François Bayrou named by Emmanuel Macron as France's new prime minister

French President Emmanuel Macron has named key centrist ally François Bayrou as the country’s new prime minister.

The veteran centrist becomes France’s third prime minister of 2024. Mr Macron tasked him with steering the country out of its second major political crisis in the last six months.

The priority for Mr Bayrou, a close Macron ally, will be passing a special law to roll over the 2024 budget, with a nastier battle over the 2025 legislation looming early next year.

A parliamentary revolt over the 2025 bill led to the downfall of former Prime Minister Michel Barnier's government.

Mr Bayrou, 73, is expected to put forward his list of ministers in the coming days, but will likely face the same existential difficulties as Mr Barnier in steering legislation through a hung parliament comprising three warring blocs.
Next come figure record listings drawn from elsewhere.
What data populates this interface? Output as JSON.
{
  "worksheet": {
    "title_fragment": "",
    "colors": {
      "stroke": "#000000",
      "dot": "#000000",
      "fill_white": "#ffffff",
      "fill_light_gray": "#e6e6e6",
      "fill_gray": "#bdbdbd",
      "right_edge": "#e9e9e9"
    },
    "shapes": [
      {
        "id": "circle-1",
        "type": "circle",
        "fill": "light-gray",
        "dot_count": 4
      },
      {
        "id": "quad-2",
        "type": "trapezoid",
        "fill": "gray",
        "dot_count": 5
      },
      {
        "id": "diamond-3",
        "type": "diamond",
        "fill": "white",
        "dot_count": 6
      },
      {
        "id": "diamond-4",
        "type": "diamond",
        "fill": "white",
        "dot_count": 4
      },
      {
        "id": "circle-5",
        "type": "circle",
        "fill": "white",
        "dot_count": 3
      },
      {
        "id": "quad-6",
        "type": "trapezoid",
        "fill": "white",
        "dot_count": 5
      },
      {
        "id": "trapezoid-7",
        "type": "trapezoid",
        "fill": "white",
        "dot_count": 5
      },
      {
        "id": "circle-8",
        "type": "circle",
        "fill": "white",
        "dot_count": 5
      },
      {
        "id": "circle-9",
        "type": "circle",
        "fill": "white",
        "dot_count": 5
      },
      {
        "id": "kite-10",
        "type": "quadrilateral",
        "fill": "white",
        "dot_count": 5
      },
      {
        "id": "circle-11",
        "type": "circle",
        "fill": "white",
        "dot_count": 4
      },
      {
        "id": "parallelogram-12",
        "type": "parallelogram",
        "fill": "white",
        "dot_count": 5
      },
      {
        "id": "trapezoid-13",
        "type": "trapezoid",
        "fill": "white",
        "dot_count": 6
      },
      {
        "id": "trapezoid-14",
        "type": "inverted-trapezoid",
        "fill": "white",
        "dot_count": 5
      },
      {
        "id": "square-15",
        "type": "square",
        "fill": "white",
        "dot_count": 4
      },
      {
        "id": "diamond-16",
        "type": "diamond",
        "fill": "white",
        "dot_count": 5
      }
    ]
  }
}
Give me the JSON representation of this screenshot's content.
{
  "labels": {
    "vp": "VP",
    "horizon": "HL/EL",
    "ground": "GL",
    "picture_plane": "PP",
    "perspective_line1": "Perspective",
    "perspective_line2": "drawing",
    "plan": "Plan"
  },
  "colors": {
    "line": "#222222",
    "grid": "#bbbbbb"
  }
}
His proximity to the deeply unpopular Mr Macron will also prove a vulnerability.

France's festering political malaise has raised doubts about whether Mr Macron will complete his second presidential term, which ends in 2027. It has also lifted French borrowing costs and left a power vacuum in the heart of Europe, just as Donald Trump prepares to return to the White House.

Mr Macron spent the days after Mr Barnier's ousting speaking to leaders from the conservatives to the Communists, seeking to lock in support for Mr Bayrou. Marine Le Pen's far-right National Rally and the hard-left France Unbowed were excluded.

Any involvement of the Socialist Party in a coalition may cost Mr Macron in next year's budget.

"Now we will see how many billions the support of the Socialist Party will cost," a government adviser said on Friday.

Mr Macron will hope Mr Bayrou can stave off no-confidence votes until at least July, when France will be able to hold a new parliamentary election, but his own future as president will inevitably be questioned if the government should fall again.

Mr Bayrou, the founder of the Democratic Movement (MoDem) party which has been a part of Mr Macron's ruling alliance since 2017, has himself run for president three times, leaning on his rural roots as the longtime mayor of the south-western town of Pau.

Mr Macron appointed Mr Bayrou as justice minister in 2017 but he resigned only weeks later amid an investigation into his party's alleged fraudulent employment of parliamentary assistants. He was cleared of fraud charges this year.